The west has been frustrated by Ghadaffi, who gets the best of them when he’s negotiating deals. European and American companies rushed into Libya for oil contracts just five years ago. As late as 2009, Western leaders were still queueing to shake hands with the man who sponsored the killing of 270 people in Scotland.
In the time that Ghadafi showed so much warmth, and moved for rapproachment with the west, there should have been serious work to engage the Libyans who saw him as no more than a heartless tyrant.
Ghadaffi is not a nice man. I wouldn’t accept to interview him, even if he offers to meet me in my private garden in the west of Lagos. I am not interested in what makes him tick, or why he does such destructive things.
It is true he had killed and maimed and overreacted to the democracy protests.
But I can’t say I vouch for all of the so-called rebels in the streets. Who exactly are some of those people fighting?. Are their intentions all altruistic? Who is likely to benefit majorly from the killings going on? Who is pulling the strings? The CIA (at least so it claims) is only now trying to figure those things out, after the fact.
The Western powers need to be ex-tremely careful.
If we somehow, get it right, Libya is a huge potential for Petrochemicals, Gas processing industries, Gas Exports and a vast industrial machine, just across the Mediterranean from Eurpope.
Let’s be clear about it: Ghadaffi has not developed the petroleum sector as much as he should have.
Libya has several times more resources than Algeria, but the latter is the largest hydrocarbon economy in Africa.
As I started to write this, The African Union, the most incompetent regional grouping on the globe, was only just showing up to mediate in the affray.
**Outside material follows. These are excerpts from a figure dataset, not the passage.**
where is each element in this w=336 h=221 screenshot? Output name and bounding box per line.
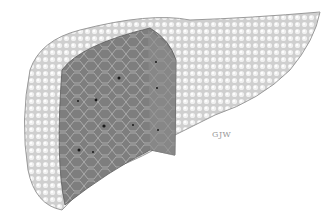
liver-illustration: GJW bbox=[0, 0, 336, 221]
artist-signature: GJW bbox=[212, 130, 231, 139]
liver-drawing bbox=[0, 0, 336, 221]
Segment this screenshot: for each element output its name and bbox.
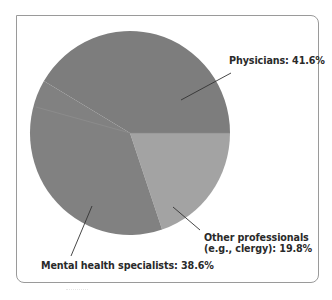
cropped-caption-artifact	[66, 289, 88, 296]
label-other-line1: Other professionals	[204, 232, 309, 243]
label-physicians: Physicians: 41.6%	[229, 55, 325, 66]
label-mental-health: Mental health specialists: 38.6%	[41, 260, 214, 271]
pie-chart	[0, 0, 332, 300]
label-other-line2: (e.g., clergy): 19.8%	[204, 243, 312, 254]
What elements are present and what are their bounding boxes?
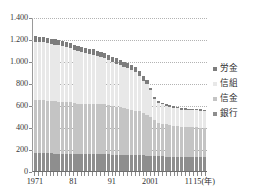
x-axis-labels: 1971819120011115(年) [0,177,260,189]
bar-segment [157,123,160,157]
bar-segment [65,102,68,154]
bar-1988 [99,52,102,171]
bar-1997 [134,67,137,171]
x-axis-tick [108,172,109,176]
bar-segment [172,126,175,157]
bar-segment [149,117,152,155]
bar-segment [96,104,99,154]
bar-segment [180,127,183,157]
bar-segment [107,105,110,155]
y-axis-tick [29,40,32,41]
bar-segment [61,102,64,154]
x-axis-tick [150,172,151,176]
bar-segment [168,125,171,157]
bar-1981 [73,45,76,171]
bar-2011 [187,109,190,171]
bar-segment [180,157,183,171]
bar-1971 [34,36,37,171]
legend-item-信金[interactable]: 信金 [213,91,258,106]
bar-segment [111,106,114,154]
bar-segment [69,48,72,102]
x-axis-tick [34,172,35,176]
bar-1980 [69,43,72,171]
legend-item-銀行[interactable]: 銀行 [213,106,258,121]
bar-1990 [107,55,110,171]
x-axis-tick [123,172,124,176]
bar-segment [126,155,129,172]
bar-segment [199,157,202,171]
x-axis-tick [181,172,182,176]
bar-1976 [53,39,56,171]
y-axis-tick [29,128,32,129]
bar-series-group [33,18,207,171]
bar-segment [126,109,129,155]
x-axis-tick [84,172,85,176]
bar-segment [73,154,76,171]
bar-segment [99,154,102,171]
plot-area [32,18,207,172]
x-axis-tick [119,172,120,176]
bar-segment [34,42,37,101]
bar-1999 [142,76,145,171]
bar-segment [53,45,56,102]
bar-segment [122,108,125,154]
x-axis-tick [170,172,171,176]
bar-segment [138,76,141,112]
bar-segment [130,70,133,110]
x-axis-tick [38,172,39,176]
x-axis-tick [73,172,74,176]
bar-segment [191,157,194,171]
bar-segment [61,46,64,101]
bar-segment [119,107,122,154]
bar-1985 [88,49,91,171]
legend-item-労金[interactable]: 労金 [213,61,258,76]
x-axis-tick [115,172,116,176]
bar-segment [111,155,114,172]
bar-segment [57,45,60,101]
bar-segment [38,153,41,171]
legend-item-信組[interactable]: 信組 [213,76,258,91]
bar-segment [46,101,49,154]
bar-1998 [138,71,141,171]
bar-segment [57,154,60,171]
bar-segment [46,43,49,101]
bar-1984 [84,48,87,171]
bar-segment [184,157,187,171]
bar-segment [203,128,206,157]
x-axis-tick [205,172,206,176]
bar-segment [161,104,164,123]
bar-1996 [130,65,133,171]
x-axis-tick [50,172,51,176]
x-axis-tick [81,172,82,176]
bar-segment [138,111,141,155]
bar-1977 [57,40,60,171]
bar-segment [38,42,41,100]
bar-segment [180,110,183,127]
bar-segment [203,157,206,171]
x-axis-label: 91 [108,177,116,187]
bar-segment [142,155,145,171]
bar-1974 [46,38,49,171]
bar-segment [88,54,91,104]
bar-segment [138,155,141,171]
x-axis-ticks [33,172,207,176]
x-axis-label: 15(年) [193,177,215,187]
bar-2012 [191,109,194,171]
bar-segment [46,153,49,171]
x-axis-tick [53,172,54,176]
bar-1994 [122,62,125,171]
bar-segment [203,111,206,128]
bar-segment [34,100,37,153]
bar-segment [84,104,87,154]
bar-segment [76,154,79,171]
bar-1983 [80,47,83,171]
bar-segment [80,104,83,154]
bar-segment [199,111,202,128]
bar-segment [134,111,137,155]
bar-segment [34,153,37,171]
bar-segment [69,154,72,171]
bar-segment [168,157,171,171]
x-axis-tick [177,172,178,176]
bar-2006 [168,105,171,171]
bar-1978 [61,41,64,171]
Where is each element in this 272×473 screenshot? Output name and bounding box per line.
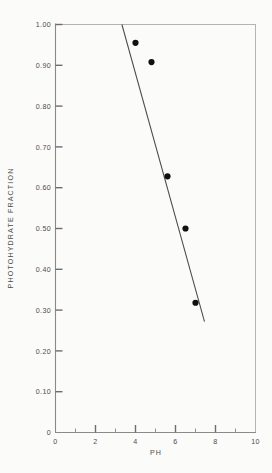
figure-panel: 00.100.200.300.400.500.600.700.800.901.0…: [0, 0, 272, 473]
y-axis-tick-label: 0.20: [36, 348, 51, 356]
x-axis-minor-tick-group: [76, 429, 236, 433]
data-point: [132, 40, 138, 46]
x-axis-tick-label: 8: [213, 438, 217, 446]
x-axis-title: PH: [150, 449, 162, 457]
y-axis-tick-label: 0.80: [36, 103, 51, 111]
y-axis-tick-label: 1.00: [36, 21, 51, 29]
y-axis-tick-label: 0.70: [36, 144, 51, 152]
y-axis-tick-label: 0.10: [36, 388, 51, 396]
y-axis-title: PHOTOHYDRATE FRACTION: [7, 168, 15, 289]
data-point: [164, 173, 170, 179]
x-axis-label-group: 0246810: [53, 438, 259, 446]
x-axis-tick-label: 6: [173, 438, 177, 446]
y-axis-tick-label: 0.90: [36, 62, 51, 70]
data-point: [148, 59, 154, 65]
y-axis: 00.100.200.300.400.500.600.700.800.901.0…: [36, 21, 63, 437]
y-axis-tick-label: 0.50: [36, 225, 51, 233]
x-axis-tick-label: 0: [53, 438, 57, 446]
plot-frame: [55, 25, 256, 433]
scatter-chart: 00.100.200.300.400.500.600.700.800.901.0…: [0, 0, 272, 473]
data-point: [182, 225, 188, 231]
y-axis-tick-label: 0.40: [36, 266, 51, 274]
x-axis-tick-label: 10: [251, 438, 260, 446]
y-axis-label-group: 00.100.200.300.400.500.600.700.800.901.0…: [36, 21, 51, 437]
trend-line: [122, 25, 205, 322]
y-axis-tick-group: [56, 25, 63, 392]
y-axis-tick-label: 0.30: [36, 307, 51, 315]
y-axis-tick-label: 0: [47, 429, 51, 437]
x-axis: 0246810: [53, 425, 259, 446]
x-axis-tick-label: 4: [133, 438, 137, 446]
trend-line-group: [122, 25, 205, 322]
y-axis-tick-label: 0.60: [36, 184, 51, 192]
x-axis-tick-label: 2: [93, 438, 97, 446]
data-point: [192, 300, 198, 306]
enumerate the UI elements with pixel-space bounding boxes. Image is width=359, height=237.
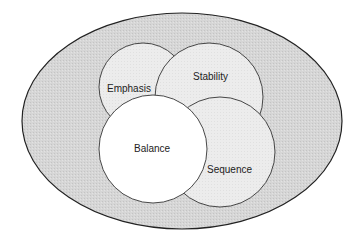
- sequence-label: Sequence: [207, 164, 252, 175]
- balance-label: Balance: [134, 143, 171, 154]
- emphasis-label: Emphasis: [107, 83, 151, 94]
- stability-label: Stability: [193, 71, 228, 82]
- venn-diagram: Emphasis Stability Sequence Balance: [0, 0, 359, 237]
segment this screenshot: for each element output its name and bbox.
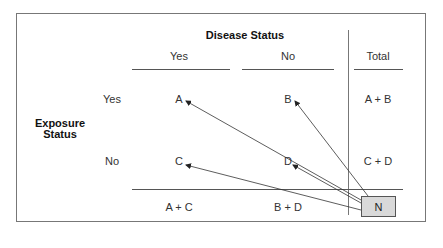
arrow-n-to-b — [295, 101, 368, 196]
n-label: N — [375, 201, 383, 213]
arrow-n-to-d — [293, 165, 361, 203]
n-total-box: N — [361, 196, 396, 217]
arrow-n-to-c — [186, 165, 361, 210]
arrow-n-to-a — [186, 101, 361, 200]
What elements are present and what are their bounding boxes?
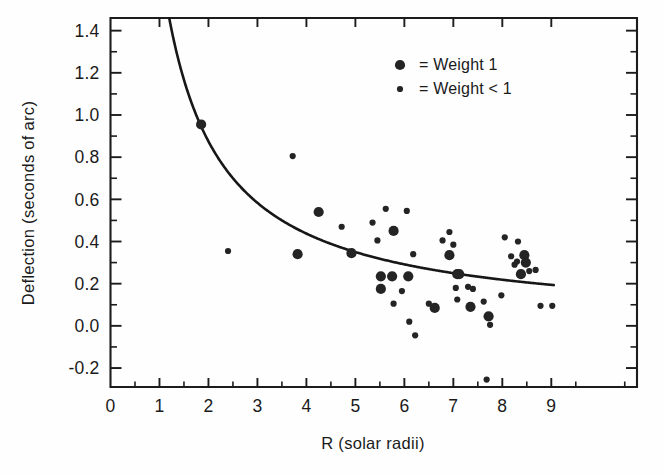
data-point-large bbox=[521, 257, 531, 267]
data-point-large bbox=[292, 249, 302, 259]
y-tick-label: 1.0 bbox=[75, 105, 100, 125]
data-point-small bbox=[339, 224, 345, 230]
data-point-small bbox=[537, 303, 543, 309]
data-point-small bbox=[390, 301, 396, 307]
scatter-plot: 0123456789 -0.20.00.20.40.60.81.01.21.4 … bbox=[0, 0, 665, 474]
data-point-small bbox=[374, 237, 380, 243]
x-tick-label: 6 bbox=[399, 396, 409, 416]
data-point-small bbox=[508, 253, 514, 259]
y-tick-label: 0.6 bbox=[75, 190, 100, 210]
x-tick-label: 5 bbox=[350, 396, 360, 416]
data-point-small bbox=[439, 237, 445, 243]
y-tick-label: 0.0 bbox=[75, 316, 100, 336]
data-point-large bbox=[387, 271, 397, 281]
data-point-small bbox=[406, 319, 412, 325]
data-point-large bbox=[465, 302, 475, 312]
data-point-large bbox=[444, 250, 454, 260]
data-point-large bbox=[346, 248, 356, 258]
y-tick-label: 0.8 bbox=[75, 147, 100, 167]
data-point-large bbox=[516, 269, 526, 279]
x-axis-title: R (solar radii) bbox=[321, 434, 425, 452]
data-point-large bbox=[484, 311, 494, 321]
data-point-small bbox=[412, 332, 418, 338]
data-point-small bbox=[533, 267, 539, 273]
y-tick-label: 0.2 bbox=[75, 274, 100, 294]
data-point-small bbox=[383, 206, 389, 212]
legend-marker-weight-1 bbox=[395, 60, 405, 70]
data-point-large bbox=[376, 271, 386, 281]
data-point-small bbox=[514, 258, 520, 264]
plot-axes bbox=[111, 18, 638, 387]
data-point-large bbox=[376, 284, 386, 294]
x-tick-label: 9 bbox=[546, 396, 556, 416]
x-tick-label: 7 bbox=[448, 396, 458, 416]
data-point-small bbox=[410, 251, 416, 257]
data-point-small bbox=[484, 377, 490, 383]
x-tick-label: 8 bbox=[497, 396, 507, 416]
y-tick-label: -0.2 bbox=[69, 358, 100, 378]
data-point-small bbox=[515, 238, 521, 244]
y-axis-title: Deflection (seconds of arc) bbox=[19, 101, 37, 305]
data-point-small bbox=[498, 292, 504, 298]
data-point-small bbox=[369, 219, 375, 225]
data-point-small bbox=[454, 296, 460, 302]
data-point-small bbox=[481, 299, 487, 305]
axis-ticks bbox=[111, 18, 638, 387]
data-point-small bbox=[487, 322, 493, 328]
data-point-large bbox=[314, 207, 324, 217]
x-tick-label: 1 bbox=[155, 396, 165, 416]
data-point-large bbox=[454, 269, 464, 279]
data-point-small bbox=[549, 303, 555, 309]
y-tick-label: 0.4 bbox=[75, 232, 100, 252]
chart-figure: 0123456789 -0.20.00.20.40.60.81.01.21.4 … bbox=[0, 0, 665, 474]
data-point-small bbox=[399, 288, 405, 294]
data-point-small bbox=[225, 248, 231, 254]
y-tick-labels: -0.20.00.20.40.60.81.01.21.4 bbox=[69, 21, 100, 378]
data-point-small bbox=[470, 286, 476, 292]
data-points-weight-1 bbox=[196, 119, 531, 321]
chart-legend: = Weight 1= Weight < 1 bbox=[395, 56, 512, 97]
y-tick-label: 1.4 bbox=[75, 21, 100, 41]
data-point-small bbox=[290, 153, 296, 159]
data-point-small bbox=[404, 208, 410, 214]
data-point-small bbox=[453, 285, 459, 291]
legend-label: = Weight 1 bbox=[419, 56, 498, 73]
x-tick-label: 2 bbox=[203, 396, 213, 416]
data-point-small bbox=[446, 229, 452, 235]
data-point-large bbox=[388, 226, 398, 236]
data-point-large bbox=[403, 271, 413, 281]
y-tick-label: 1.2 bbox=[75, 63, 100, 83]
legend-marker-weight-lt-1 bbox=[397, 86, 403, 92]
legend-label: = Weight < 1 bbox=[419, 80, 512, 97]
data-point-large bbox=[196, 119, 206, 129]
data-point-small bbox=[450, 242, 456, 248]
data-point-small bbox=[502, 234, 508, 240]
data-points-weight-lt-1 bbox=[225, 153, 555, 383]
x-tick-label: 4 bbox=[301, 396, 311, 416]
data-point-small bbox=[526, 268, 532, 274]
x-tick-labels: 0123456789 bbox=[106, 396, 557, 416]
x-tick-label: 0 bbox=[106, 396, 116, 416]
data-point-large bbox=[430, 303, 440, 313]
x-tick-label: 3 bbox=[252, 396, 262, 416]
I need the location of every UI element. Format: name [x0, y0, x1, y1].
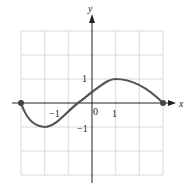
axes — [12, 18, 170, 183]
y-tick-1: 1 — [82, 73, 87, 84]
y-axis-label: y — [87, 3, 93, 14]
x-axis-label: x — [178, 98, 184, 109]
origin-label: 0 — [93, 106, 98, 117]
y-tick-neg1: −1 — [77, 123, 88, 134]
x-axis-arrow-icon — [168, 100, 176, 106]
endpoint-left — [18, 100, 24, 106]
x-tick-neg1: −1 — [49, 108, 60, 119]
endpoint-right — [160, 100, 166, 106]
y-axis-arrow-icon — [89, 14, 95, 23]
graph: y x 0 −1 1 1 −1 — [0, 0, 188, 192]
x-tick-1: 1 — [112, 108, 117, 119]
It came in the form of South Africa’s president, Jacob Zuma. So much water had passed under the bridge before the Africans came calling. The rebels would not meet Zuma, who had a grand welcome in Tripoli.
But there must be a conversation. This war will be drawn out, as it is. Ghadaffi will not ride into the sunset that easily. NATO must stop deluding itself that its airstrikes are just protecting civilians.